- Implement DeleteCertificateDialog component to handle certificate deletion confirmation.
- Add tests for DeleteCertificateDialog covering various scenarios including rendering, confirmation, and cancellation.
- Update translation files for multiple languages to include new strings related to certificate deletion.
- Create end-to-end tests for certificate deletion UX, including button visibility, confirmation dialog, and success/failure scenarios.
The TCP monitor creation form showed a placeholder that instructed users to enter a URL with the tcp:// scheme prefix (e.g., tcp://192.168.1.1:8080). Following this guidance caused a silent HTTP 500 error because Go's net.SplitHostPort rejects any input containing a scheme prefix, expecting bare host:port format only.
- Corrected the urlPlaceholder translation key to remove the tcp:// prefix
- Added per-type dynamic placeholder (urlPlaceholderHttp / urlPlaceholderTcp) so the URL input shows the correct example format as soon as the user selects a monitor type
- Added per-type helper text below the URL input explaining the required format, updated in real time when the type selector changes
- Added client-side validation: typing a scheme prefix (://) in TCP mode shows an inline error and blocks form submission before the request reaches the backend
- Reordered the Create Monitor form so the type selector appears before the URL input, giving users the correct format context before they type
- Type selector onChange now clears any stale urlError to prevent incorrect error messages persisting after switching from TCP back to HTTP
- Added 5 new i18n keys across all 5 supported locales (en, de, fr, es, zh)

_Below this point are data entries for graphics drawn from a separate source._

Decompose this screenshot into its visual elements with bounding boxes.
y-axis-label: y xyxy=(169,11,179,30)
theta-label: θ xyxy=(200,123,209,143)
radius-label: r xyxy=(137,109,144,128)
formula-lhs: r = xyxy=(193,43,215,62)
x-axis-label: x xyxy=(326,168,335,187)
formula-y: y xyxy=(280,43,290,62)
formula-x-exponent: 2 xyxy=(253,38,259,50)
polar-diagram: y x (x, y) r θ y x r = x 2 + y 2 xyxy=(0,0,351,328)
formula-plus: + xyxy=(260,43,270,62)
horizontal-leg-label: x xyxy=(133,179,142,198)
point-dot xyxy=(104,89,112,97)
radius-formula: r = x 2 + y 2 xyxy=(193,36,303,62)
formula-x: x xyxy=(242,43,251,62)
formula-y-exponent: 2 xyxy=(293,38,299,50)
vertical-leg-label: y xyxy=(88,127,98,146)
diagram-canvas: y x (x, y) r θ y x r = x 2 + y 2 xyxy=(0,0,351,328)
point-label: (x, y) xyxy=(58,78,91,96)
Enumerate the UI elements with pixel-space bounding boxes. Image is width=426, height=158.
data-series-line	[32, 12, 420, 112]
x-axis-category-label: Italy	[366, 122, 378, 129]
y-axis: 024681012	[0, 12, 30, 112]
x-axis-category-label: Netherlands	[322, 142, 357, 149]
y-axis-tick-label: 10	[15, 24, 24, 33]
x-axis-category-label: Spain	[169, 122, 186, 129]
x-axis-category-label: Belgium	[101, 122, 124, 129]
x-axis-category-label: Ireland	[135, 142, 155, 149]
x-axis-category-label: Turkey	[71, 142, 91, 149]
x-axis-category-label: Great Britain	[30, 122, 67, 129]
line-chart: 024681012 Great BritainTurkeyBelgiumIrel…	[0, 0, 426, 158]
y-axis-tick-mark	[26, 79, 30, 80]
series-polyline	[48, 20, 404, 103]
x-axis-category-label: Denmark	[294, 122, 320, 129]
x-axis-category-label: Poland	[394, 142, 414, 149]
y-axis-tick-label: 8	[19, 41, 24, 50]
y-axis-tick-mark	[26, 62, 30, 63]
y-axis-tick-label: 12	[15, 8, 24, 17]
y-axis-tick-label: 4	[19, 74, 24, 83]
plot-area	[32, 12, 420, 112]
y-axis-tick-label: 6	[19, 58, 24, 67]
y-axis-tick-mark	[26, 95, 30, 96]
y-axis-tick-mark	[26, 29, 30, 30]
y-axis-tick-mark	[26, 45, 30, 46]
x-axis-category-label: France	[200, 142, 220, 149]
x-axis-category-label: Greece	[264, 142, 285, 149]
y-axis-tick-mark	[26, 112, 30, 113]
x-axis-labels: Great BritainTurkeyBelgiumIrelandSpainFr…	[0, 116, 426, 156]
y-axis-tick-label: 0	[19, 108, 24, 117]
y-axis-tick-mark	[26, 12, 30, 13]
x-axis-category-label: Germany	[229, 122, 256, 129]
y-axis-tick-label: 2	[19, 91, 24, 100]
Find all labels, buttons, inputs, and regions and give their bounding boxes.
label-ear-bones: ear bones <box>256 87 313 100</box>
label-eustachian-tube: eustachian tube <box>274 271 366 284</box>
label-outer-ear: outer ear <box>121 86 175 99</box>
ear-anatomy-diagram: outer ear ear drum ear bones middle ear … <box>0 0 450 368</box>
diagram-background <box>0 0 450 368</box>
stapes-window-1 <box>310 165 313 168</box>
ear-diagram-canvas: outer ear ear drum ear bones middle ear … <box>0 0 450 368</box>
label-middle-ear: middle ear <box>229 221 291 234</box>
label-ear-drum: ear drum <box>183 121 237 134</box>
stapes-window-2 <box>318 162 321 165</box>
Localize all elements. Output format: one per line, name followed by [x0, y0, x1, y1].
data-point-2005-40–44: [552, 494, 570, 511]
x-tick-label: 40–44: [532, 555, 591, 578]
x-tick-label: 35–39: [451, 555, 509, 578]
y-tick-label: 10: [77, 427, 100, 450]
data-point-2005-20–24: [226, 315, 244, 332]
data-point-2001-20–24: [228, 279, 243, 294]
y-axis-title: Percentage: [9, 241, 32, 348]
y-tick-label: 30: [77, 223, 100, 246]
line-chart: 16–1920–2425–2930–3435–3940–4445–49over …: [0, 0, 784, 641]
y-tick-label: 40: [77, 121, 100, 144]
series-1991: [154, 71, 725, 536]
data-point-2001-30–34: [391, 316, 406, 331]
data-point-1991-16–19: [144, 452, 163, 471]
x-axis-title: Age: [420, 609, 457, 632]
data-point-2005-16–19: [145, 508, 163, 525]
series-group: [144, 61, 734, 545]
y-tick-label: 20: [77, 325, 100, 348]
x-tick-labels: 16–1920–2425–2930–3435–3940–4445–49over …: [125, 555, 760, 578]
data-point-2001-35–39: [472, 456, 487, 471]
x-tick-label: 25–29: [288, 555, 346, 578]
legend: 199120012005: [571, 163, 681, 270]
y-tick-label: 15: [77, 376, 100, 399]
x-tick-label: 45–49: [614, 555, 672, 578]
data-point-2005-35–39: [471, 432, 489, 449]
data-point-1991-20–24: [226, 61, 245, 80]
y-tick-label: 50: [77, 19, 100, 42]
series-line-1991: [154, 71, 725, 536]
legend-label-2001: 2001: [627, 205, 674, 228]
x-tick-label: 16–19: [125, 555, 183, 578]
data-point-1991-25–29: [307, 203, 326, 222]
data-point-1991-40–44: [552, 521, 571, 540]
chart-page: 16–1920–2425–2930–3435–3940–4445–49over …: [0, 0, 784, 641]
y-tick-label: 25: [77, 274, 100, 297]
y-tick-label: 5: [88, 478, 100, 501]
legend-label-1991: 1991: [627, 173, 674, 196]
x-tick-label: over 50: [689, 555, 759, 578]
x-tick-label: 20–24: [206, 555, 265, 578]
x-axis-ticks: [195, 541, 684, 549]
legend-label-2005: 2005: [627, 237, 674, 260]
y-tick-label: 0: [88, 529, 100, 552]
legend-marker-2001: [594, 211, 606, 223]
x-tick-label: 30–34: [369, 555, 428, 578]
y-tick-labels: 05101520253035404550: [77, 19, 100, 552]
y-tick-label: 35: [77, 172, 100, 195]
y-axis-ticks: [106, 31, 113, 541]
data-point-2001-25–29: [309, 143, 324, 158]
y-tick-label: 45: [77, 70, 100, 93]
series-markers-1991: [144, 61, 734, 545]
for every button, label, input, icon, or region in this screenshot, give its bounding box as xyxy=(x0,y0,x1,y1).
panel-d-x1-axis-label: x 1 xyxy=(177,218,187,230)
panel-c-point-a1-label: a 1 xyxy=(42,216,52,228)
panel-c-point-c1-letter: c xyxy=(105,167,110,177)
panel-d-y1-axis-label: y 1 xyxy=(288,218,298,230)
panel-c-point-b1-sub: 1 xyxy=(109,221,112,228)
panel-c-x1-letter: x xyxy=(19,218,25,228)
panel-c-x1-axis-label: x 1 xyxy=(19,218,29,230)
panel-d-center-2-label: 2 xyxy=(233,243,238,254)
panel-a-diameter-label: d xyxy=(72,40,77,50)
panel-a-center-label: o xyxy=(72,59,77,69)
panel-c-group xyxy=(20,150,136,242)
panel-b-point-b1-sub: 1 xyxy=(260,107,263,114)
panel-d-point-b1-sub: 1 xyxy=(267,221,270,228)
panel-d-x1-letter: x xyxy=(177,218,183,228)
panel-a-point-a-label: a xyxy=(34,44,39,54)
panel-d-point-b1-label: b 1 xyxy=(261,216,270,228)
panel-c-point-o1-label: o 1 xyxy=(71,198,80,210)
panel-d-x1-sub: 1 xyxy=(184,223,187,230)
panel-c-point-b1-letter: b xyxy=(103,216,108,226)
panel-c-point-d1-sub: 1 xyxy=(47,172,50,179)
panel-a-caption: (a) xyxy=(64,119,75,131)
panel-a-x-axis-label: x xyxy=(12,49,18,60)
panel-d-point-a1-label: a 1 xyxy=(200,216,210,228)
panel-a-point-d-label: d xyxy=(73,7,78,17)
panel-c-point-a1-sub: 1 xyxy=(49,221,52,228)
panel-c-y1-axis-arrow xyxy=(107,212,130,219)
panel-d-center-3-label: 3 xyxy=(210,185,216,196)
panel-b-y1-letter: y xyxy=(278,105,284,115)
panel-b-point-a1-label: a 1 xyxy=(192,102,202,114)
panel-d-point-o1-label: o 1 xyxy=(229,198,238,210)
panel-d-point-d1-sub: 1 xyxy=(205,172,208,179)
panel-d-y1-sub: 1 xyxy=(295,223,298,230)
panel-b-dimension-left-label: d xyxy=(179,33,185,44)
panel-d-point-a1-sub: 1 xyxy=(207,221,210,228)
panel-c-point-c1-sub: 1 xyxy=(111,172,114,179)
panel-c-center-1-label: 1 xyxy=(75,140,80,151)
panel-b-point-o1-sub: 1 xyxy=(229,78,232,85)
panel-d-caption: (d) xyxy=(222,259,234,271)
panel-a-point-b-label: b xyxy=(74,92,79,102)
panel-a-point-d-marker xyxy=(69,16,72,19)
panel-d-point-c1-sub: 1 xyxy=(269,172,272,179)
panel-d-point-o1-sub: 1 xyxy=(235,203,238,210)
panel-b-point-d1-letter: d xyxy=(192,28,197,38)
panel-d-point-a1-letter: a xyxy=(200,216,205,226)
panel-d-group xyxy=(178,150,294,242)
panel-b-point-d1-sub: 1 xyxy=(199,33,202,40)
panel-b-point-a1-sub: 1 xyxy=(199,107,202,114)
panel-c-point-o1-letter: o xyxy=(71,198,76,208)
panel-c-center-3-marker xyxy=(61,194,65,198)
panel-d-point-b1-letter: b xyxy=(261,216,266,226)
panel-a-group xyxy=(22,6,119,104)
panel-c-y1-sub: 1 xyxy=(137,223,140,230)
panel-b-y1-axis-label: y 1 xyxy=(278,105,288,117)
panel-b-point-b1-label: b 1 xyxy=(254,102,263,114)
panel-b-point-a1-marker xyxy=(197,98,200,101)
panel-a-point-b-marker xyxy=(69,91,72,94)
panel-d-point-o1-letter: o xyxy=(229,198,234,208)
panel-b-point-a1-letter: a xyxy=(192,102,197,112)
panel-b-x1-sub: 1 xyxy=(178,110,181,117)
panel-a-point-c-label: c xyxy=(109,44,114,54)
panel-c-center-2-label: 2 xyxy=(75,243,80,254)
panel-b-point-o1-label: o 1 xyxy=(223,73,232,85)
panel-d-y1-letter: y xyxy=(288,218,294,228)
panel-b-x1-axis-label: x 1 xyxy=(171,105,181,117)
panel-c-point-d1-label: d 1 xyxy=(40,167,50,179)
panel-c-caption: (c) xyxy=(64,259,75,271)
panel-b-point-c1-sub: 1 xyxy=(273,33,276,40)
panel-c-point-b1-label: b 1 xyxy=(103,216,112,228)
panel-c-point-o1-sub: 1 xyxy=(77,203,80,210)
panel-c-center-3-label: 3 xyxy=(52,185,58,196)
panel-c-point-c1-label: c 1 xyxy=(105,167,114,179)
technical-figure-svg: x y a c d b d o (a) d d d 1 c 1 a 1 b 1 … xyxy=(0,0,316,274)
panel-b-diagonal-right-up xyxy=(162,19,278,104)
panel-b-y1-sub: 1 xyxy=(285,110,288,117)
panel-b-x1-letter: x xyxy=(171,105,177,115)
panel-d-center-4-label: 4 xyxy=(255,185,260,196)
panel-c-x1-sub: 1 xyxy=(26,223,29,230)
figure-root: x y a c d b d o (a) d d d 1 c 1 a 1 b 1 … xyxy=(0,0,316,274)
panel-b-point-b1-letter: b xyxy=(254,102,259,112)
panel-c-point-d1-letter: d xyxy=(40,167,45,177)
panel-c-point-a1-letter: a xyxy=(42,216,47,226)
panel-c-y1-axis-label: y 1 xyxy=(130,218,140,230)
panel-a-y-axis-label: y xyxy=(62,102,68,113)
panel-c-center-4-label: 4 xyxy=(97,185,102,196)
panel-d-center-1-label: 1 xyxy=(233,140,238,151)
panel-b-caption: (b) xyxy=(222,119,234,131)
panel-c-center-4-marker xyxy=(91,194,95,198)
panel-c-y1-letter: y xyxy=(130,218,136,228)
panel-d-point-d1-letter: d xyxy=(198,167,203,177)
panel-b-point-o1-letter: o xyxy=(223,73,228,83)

- Added 10 RTL unit tests covering all new validation paths including the type-change error-clear scenario
- Added 9 Playwright E2E tests covering placeholder variants, helper text, inline error lifecycle, submission blocking, and successful TCP creation
Closes #issue-5 (TCP monitor UI cannot add monitor when following placeholder)
When CrowdSec is first enabled, the 10-60 second startup window caused
the toggle to immediately flicker back to unchecked, the card badge to
show 'Disabled' throughout startup, CrowdSecKeyWarning to flash before
bouncer registration completed, and CrowdSecConfig to show alarming
LAPI-not-ready banners to the user.
Root cause: the toggle, badge, and warning conditions all read from
stale sources (crowdsecStatus local state and status.crowdsec.enabled
server data) which neither reflects user intent during a pending mutation.

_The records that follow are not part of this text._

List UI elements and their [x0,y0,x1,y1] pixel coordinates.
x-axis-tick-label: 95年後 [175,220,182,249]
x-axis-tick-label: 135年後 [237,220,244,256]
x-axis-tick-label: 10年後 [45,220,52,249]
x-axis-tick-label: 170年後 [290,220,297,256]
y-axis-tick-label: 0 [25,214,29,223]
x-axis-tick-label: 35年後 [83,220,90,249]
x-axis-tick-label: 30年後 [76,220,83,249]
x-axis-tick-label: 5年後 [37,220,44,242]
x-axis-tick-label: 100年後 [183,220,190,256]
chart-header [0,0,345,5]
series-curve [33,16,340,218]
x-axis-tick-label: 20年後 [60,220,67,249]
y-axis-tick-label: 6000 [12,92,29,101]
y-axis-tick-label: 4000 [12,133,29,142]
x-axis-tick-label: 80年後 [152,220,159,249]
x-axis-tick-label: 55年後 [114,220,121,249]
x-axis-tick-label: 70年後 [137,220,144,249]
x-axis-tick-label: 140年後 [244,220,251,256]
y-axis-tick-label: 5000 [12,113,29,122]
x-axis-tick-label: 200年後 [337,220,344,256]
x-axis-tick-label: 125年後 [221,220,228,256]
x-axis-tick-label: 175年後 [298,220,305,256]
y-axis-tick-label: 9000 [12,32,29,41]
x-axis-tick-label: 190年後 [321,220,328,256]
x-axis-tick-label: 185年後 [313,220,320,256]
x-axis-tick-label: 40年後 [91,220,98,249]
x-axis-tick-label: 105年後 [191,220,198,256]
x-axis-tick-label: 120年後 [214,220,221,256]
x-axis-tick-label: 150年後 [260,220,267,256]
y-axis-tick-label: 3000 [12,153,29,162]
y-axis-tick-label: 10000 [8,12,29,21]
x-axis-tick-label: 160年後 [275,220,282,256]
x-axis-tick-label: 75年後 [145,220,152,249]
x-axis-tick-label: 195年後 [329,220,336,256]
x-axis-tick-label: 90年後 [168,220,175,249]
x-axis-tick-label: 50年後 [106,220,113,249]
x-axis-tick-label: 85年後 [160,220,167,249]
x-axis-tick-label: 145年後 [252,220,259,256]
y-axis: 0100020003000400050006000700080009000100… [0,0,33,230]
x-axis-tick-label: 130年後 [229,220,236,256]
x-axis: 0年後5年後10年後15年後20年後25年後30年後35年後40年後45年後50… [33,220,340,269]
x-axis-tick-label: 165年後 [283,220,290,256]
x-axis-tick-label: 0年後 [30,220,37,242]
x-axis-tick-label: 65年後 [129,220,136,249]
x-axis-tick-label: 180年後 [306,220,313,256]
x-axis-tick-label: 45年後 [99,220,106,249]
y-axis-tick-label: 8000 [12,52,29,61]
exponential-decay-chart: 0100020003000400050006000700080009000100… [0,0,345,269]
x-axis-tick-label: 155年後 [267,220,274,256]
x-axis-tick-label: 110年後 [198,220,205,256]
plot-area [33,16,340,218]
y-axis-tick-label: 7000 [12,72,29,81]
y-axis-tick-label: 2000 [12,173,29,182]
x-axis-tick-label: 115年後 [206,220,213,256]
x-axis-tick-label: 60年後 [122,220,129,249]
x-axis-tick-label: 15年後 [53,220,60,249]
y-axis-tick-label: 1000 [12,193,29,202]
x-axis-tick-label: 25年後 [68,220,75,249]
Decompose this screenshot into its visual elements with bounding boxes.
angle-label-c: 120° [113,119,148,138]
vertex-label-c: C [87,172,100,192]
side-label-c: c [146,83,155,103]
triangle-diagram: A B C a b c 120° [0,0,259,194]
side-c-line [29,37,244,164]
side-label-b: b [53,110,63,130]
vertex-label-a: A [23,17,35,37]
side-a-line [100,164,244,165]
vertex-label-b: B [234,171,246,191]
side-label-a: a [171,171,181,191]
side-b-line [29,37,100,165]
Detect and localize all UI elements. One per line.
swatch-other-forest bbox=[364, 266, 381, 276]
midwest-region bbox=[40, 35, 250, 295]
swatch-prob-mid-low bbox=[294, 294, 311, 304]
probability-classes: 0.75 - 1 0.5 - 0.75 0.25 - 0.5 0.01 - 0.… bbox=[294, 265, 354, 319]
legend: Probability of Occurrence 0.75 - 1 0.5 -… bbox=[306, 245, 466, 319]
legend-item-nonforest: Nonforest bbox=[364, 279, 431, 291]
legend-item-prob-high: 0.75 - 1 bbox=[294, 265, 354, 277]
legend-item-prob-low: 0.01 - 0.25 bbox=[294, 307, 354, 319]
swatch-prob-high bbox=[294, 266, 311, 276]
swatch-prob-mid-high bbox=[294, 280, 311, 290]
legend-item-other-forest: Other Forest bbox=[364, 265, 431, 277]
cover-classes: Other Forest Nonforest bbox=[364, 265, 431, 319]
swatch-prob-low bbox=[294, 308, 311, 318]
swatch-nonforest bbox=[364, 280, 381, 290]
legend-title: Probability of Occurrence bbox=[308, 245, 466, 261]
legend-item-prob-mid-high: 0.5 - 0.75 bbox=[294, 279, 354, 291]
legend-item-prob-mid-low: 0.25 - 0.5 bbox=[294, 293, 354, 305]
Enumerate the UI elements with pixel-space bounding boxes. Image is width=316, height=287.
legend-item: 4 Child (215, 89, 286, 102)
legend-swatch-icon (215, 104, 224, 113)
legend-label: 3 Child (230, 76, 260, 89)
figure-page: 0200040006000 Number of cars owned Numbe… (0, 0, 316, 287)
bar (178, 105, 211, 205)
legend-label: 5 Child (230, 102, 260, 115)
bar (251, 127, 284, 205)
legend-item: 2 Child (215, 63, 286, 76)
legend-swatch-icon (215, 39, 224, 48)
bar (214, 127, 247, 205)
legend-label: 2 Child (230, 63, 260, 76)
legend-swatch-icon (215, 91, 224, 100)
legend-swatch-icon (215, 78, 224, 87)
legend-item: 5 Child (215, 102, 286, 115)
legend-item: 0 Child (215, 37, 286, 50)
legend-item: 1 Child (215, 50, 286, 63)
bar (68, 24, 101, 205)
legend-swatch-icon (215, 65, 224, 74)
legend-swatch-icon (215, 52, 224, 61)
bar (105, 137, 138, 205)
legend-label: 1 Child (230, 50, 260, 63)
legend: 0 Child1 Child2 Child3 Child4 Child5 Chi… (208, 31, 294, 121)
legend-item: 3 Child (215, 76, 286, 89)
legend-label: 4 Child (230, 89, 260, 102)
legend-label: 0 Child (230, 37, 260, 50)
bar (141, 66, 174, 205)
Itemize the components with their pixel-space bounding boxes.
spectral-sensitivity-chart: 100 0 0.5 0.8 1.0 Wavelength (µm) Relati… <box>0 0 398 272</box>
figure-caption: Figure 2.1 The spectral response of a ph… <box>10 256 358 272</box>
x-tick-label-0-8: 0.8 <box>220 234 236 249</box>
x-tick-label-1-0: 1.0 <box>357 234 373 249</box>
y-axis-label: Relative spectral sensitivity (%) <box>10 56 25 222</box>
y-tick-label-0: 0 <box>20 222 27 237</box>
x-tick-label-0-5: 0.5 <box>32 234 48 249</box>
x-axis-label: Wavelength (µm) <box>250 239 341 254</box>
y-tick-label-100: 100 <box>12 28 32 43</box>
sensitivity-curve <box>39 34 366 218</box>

- Derive crowdsecChecked from crowdsecPowerMutation.variables during
the pending window so the UI reflects intent immediately on click,
not the lagging server state
- Show a 'Starting...' badge in warning variant throughout the startup
window so the user knows the operation is in progress
- Suppress CrowdSecKeyWarning unconditionally while the mutation is
pending, preventing the bouncer key alert from flashing before
registration completes on the backend
- Broadcast the mutation's running state to the QueryClient cache via
a synthetic crowdsec-starting key so CrowdSecConfig.tsx can read it
without prop drilling
- In CrowdSecConfig, suppress the LAPI 'not running' (red) and
'initializing' (yellow) banners while the startup broadcast is active,
with a 90-second safety cap to prevent stale state from persisting
if the tab is closed mid-mutation
- Add security.crowdsec.starting translation key to all five locales
- Add two backend regression tests confirming that empty-string setting
values are accepted (not rejected by binding validation), preventing
silent re-introduction of the Issue 4 bug
- Add nine RTL tests covering toggle stabilization, badge text, warning
suppression, and LAPI banner suppression/expiry
- Add four Playwright E2E tests using route interception to simulate
the startup delay in a real browser context
Fixes Issues 3 and 4 from the fresh-install bug report.

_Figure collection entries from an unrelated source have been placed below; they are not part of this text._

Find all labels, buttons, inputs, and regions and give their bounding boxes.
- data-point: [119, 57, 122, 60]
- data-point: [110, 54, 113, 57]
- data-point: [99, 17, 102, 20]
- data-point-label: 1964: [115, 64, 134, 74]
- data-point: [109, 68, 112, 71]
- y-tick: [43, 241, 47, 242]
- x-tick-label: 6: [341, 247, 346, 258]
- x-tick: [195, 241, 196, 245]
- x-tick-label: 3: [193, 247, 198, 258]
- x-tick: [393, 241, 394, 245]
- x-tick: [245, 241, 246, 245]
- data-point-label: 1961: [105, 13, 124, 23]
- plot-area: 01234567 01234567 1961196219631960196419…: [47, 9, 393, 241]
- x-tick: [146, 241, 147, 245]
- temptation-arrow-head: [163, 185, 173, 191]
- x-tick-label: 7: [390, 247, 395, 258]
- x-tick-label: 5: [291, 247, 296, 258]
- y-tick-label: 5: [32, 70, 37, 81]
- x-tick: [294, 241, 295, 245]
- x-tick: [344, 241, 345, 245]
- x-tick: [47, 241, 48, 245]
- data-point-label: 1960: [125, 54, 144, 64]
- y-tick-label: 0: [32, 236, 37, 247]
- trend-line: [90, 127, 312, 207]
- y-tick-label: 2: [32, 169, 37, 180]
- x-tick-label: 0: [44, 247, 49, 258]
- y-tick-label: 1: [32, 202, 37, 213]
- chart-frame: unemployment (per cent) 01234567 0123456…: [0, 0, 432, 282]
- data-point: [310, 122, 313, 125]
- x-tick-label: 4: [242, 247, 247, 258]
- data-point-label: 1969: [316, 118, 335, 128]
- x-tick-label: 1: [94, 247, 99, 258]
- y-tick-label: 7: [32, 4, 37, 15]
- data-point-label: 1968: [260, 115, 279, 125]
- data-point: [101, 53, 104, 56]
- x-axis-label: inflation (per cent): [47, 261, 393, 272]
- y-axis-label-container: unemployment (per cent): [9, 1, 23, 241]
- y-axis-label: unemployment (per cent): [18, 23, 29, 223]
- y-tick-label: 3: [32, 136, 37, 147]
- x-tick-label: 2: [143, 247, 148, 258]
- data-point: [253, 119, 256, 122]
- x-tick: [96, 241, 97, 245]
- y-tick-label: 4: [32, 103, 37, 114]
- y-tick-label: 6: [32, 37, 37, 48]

- Updated the list of supported notification provider types to include 'pushover'.
- Enhanced the notifications API tests to validate Pushover integration.
- Modified the notifications form to include fields specific to Pushover, such as API Token and User Key.
- Implemented CRUD operations for Pushover providers in the settings.
- Added end-to-end tests for Pushover provider functionality, including form rendering, payload validation, and security checks.
- Updated translations to include Pushover-specific labels and placeholders.
- Expanded fetchSessionUser to include Bearer token from localStorage as a fallback for authentication when Secure cookies fail.
- Updated headers to conditionally include Authorization if a token is present.
- Ensured compatibility with the recent fix for the Secure cookie flag on private network connections.
- Updated the notification provider types to include 'slack'.
- Modified API tests to handle 'slack' as a valid provider type.
- Enhanced frontend forms to display Slack-specific fields (webhook URL and channel name).
- Implemented CRUD operations for Slack providers, ensuring proper payload structure.
- Added E2E tests for Slack notification provider, covering form rendering, validation, and security checks.
- Updated translations to include Slack-related text.
- Ensured that sensitive information (like tokens) is not exposed in API responses.